Cumulocity IoT – Agent architecture
We see that the Cumulocity IoT platform decouples agents from connecting to underlying devices and sensors from the flow above. It achieves this connectivity through:
Device-side agents and Server-side agents
Device-side agents run on devices in the sensor network. These agents perform any run-time environment the device supports. The agents will directly query connected sensors and manipulate connected controls. These agents form a simple architecture for the IoT flow and fewer maintenance efforts as the agents are decoupled and maintained at the source devices themselves. Agents which can be embedded into PCB close to the sensors are termed to be device-side agents.

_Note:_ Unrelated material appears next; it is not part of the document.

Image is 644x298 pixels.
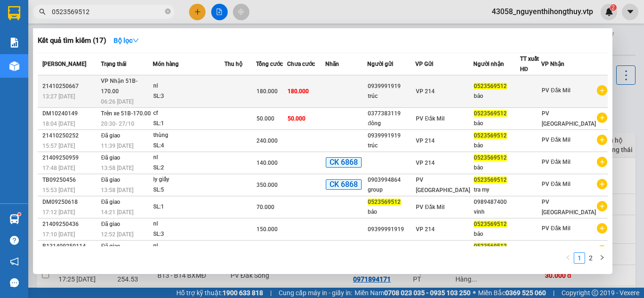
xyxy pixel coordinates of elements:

Server-side agents run on the cloud, hosted on Cumulocity IoT as microservices. Devices are connected to server-side agents using a device-specific protocol. This option is used only when the device is “closed”, i.e., it is not programmable and supports only one particular, predefined protocol to communicate with the outside world.
Source: Cumulocity.com
Agents roles
Let’s dive into why Agents were introduced and their role in the Cumulocity IoT platform’s connectivity.
Machine-to-machine (M2M) devices and sensors come with various protocols, parameters, and network connectivity options for connecting to the network. Machine-to-machine applications -that need the measurements from these devices should be communicating with protocol/parameters/options as enforced by the devices. This approach would tightly bind the devices with the applications.
To make the applications and devices loosely coupled and shield machine-to-machine applications from the number of access options, Cumulocity IoT uses agents.
The main function of agents is to translate the device-specific interface protocol into a single reference protocol. The agent will convert these messages into the protocol that Cumulocity IoT requires. Cumulocity IoT uses a secure and straightforward reference protocol based on REST (i.e. HTTPS) and JSON, which can be used for various programming environments down to small embedded systems. The other function that agent play is to translate the specific domain model into a reference domain model. An agent for a particular device will transform this device-specific model to the Cumulocity IoT reference model. For example, an electricity meter provides the main reading as a parameter “Received Wh”, so the agent will transform this reading into a reference “Total active energy” in kWh.
Devices can also provide a protocol that is unsuitable for secure remote communication. The protocol only supports local networking and does not pass through firewalls and proxies, and it can contain sensitive data in clear text form. To avoid security issues like these, an agent can be co-located to the device and provide a secure, internet-enabled link to the remote device via Cumulocity IoT.
Cumulocity IoT – Applications
While understanding agents’ roles, we reference applications for accessing, viewing, controlling the devices, and issuing commands. Cumulocity gives us the flexibility to build our own IoT applications.
Cumulocity applications can be of two forms; web applications and microservices.
The Web applications are HTML5 single-page applications that appear in the Cumulocity IoT application switcher and are hosted in the Cumulocity IoT platform.
The Microservices are Docker containers hosted by Cumulocity IoT and exposed as a REST API. Cumulocity IoT provides the hosting of the microservice. This way, developers can focus on business logic and leave scaling, security, high availability, and monitoring to Cumulocity IoT(Figure F). Microservices can be built on top of the API exposed by the Cumulocity IoT platform.
Source: Cumulocity.com
Conclusion
Cumulocity IoT is a configuration and management tool to monitor and control a wide range of IoT devices. It also provides the flexibility to build custom applications. Cumulocity is complete for IoT management products, which can easily scale to meet future organizational needs.